Accuracy Matters with Tagline Logo 04

When typos reveal more than poor spelling skills

It’s August, and it’s the perfect time to plonk yourself in a deckchair in the dappled shade of a tree and catch up with your stash of crime story reading or viewing.

It’s August, and it’s the perfect time to plonk yourself in a deckchair in the dappled shade of a tree and get your crime fix, whether reading or viewing. If this includes Line of Duty, the immensely popular police corruption thriller, then season six may turn out to be a bit of a busman’s holiday, for two of the episodes feature a cameo appearance by a spelling mistake.

If you haven’t yet watched it, please look away now. In episode three, the unseen bent copper (known as ‘H’) typed ‘definately’ in a secure email conversation with the OCG (organised crime group – this show loves its acronyms). It must be a most unusual email client not to have the familiar wavy red line under the offending word, but never mind.

In episode four, the plot thickened when our hero, Superintendent Ted Hastings, and his team were able to set up a fake email link to the OCG. Amazingly, Ted made the same spelling mistake. Is Ted the bent copper? Surely not!

As it turned out, Ted had closely studied previous messages intercepted between H and the OCG. Clever Ted! With such attention to detail he might consider training to be a proofreader should he need to supplement his police salary or if the powers that be finally succeed in nudging him into early retirement.

Baddies can come a cropper when betrayed by a typo in real life. In 2013, Jacqueline Patrick tried to kill her husband by poisoning his Christmas drink of sparkling fruit wine with anti-freeze, but was undone by a spelling mistake in a forged note. She gave the London Ambulance Service the note, purporting to be from her husband, that stated he did not wish to be resuscitated if he fell ill. In the note, the word ‘dignity’ was spelt as ‘dignerty’. When the police asked her to write the word, she made the same mistake again. The judge sentenced her to 15 years in prison.

In the same year, Paul Potter made nearly £250,000 selling fake Premier League football shirts on eBay. He was red-carded when someone bought a Chelsea shirt with a label saying ‘Made in Chiana’.

So, if ever you’re thinking of using the written word when committing a crime, and you’re not as eagle-eyed as Superintendent Ted, be sure to engage the services of a professional proofreader. (Only joking, of course.)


▶ **About this exercise**
Determine how many lines in the records that follow hold the string "points". Only that number should be returned.

**** Material for this exercise

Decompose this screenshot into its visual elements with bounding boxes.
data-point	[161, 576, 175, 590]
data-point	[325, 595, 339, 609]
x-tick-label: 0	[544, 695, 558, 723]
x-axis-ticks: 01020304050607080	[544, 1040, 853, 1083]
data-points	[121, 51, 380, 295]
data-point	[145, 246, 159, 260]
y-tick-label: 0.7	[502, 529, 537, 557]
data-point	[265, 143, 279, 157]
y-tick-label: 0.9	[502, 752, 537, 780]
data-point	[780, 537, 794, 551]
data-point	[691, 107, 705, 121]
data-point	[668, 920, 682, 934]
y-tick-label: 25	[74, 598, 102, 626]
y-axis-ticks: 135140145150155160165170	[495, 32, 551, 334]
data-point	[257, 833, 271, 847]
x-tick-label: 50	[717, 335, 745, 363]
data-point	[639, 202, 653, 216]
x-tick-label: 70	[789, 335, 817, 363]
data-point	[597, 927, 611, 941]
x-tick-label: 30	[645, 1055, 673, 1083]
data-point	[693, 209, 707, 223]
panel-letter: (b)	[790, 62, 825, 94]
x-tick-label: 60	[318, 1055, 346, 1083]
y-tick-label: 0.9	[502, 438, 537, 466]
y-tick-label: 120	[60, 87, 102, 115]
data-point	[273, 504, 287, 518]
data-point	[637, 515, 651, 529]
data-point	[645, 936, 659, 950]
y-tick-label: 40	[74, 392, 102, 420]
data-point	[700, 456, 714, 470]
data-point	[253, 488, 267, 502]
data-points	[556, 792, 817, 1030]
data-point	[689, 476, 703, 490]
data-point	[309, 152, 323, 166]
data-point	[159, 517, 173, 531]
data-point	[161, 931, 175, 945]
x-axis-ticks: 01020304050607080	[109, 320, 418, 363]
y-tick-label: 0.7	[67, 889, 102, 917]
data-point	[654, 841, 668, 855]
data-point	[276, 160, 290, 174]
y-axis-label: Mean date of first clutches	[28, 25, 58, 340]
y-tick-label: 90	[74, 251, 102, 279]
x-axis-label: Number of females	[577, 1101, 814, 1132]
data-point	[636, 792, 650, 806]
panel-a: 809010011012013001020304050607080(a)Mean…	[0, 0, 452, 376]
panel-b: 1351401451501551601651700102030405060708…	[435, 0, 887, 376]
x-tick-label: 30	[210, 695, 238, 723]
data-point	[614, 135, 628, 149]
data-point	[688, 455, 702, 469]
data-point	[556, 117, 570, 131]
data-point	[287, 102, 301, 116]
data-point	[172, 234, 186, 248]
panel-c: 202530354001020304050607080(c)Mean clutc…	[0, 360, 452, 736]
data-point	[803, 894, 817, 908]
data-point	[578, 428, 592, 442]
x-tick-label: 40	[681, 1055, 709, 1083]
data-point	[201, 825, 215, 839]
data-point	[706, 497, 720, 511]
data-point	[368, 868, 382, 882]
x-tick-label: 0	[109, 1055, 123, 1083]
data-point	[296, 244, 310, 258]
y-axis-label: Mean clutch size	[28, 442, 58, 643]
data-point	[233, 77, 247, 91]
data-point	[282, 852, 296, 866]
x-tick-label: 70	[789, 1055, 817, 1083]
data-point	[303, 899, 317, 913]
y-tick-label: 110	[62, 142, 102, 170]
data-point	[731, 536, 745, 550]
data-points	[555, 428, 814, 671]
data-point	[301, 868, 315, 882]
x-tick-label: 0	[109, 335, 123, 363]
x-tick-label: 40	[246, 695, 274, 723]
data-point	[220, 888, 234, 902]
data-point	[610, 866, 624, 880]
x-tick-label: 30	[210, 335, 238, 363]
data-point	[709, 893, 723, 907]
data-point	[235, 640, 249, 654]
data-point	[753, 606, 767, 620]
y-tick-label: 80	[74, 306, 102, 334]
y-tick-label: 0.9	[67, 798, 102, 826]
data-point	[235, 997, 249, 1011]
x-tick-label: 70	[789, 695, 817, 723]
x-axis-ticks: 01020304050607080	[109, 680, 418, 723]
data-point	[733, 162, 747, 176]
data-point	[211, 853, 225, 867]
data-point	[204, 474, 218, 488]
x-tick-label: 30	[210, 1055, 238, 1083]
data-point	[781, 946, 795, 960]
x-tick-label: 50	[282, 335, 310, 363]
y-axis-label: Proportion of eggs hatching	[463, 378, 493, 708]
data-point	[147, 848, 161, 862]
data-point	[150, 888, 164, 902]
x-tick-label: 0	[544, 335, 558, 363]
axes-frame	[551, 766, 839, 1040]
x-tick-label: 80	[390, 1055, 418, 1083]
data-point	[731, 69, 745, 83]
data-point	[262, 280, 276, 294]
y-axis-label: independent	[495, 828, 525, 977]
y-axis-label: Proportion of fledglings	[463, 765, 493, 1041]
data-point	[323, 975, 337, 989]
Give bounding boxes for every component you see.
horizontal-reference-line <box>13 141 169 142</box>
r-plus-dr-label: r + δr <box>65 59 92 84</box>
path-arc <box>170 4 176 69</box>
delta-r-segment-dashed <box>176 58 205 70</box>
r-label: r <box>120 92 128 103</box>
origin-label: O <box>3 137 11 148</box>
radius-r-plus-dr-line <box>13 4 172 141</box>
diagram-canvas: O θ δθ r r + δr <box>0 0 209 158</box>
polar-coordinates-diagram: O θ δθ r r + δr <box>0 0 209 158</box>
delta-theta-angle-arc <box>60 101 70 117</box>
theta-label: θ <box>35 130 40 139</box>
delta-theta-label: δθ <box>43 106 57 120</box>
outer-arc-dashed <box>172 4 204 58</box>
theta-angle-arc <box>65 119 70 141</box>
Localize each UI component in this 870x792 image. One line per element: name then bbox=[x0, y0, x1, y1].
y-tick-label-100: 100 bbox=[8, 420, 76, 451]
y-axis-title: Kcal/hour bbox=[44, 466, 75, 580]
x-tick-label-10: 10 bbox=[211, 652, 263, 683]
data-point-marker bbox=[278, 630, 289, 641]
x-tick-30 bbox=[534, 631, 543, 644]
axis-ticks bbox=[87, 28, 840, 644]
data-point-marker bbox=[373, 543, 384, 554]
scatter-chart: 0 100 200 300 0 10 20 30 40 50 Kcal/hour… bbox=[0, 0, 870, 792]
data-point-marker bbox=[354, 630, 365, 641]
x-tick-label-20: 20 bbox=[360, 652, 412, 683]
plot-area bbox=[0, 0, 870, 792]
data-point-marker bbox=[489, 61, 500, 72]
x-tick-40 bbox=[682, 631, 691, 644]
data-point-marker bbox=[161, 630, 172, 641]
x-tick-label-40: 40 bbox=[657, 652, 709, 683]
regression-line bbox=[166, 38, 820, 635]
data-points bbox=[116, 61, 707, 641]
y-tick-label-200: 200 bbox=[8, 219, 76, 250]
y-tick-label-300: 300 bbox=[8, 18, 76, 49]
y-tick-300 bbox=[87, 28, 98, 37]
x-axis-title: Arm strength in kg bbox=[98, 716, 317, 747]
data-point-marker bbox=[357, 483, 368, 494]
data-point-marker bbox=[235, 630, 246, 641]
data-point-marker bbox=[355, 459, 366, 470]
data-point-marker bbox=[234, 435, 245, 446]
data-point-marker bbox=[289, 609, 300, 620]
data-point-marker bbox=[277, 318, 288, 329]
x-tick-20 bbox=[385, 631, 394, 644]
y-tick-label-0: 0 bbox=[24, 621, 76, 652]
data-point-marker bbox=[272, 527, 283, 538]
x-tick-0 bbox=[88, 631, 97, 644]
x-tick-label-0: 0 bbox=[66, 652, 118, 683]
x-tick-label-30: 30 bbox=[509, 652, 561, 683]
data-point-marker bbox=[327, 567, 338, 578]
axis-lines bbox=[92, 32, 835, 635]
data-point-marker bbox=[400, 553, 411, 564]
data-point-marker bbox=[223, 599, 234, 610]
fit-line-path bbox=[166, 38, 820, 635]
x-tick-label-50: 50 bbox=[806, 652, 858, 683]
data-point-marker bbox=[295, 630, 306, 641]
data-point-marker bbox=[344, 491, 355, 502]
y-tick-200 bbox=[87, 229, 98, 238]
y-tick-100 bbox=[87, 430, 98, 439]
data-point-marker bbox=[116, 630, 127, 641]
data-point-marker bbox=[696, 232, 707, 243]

********

▶ **Result**
4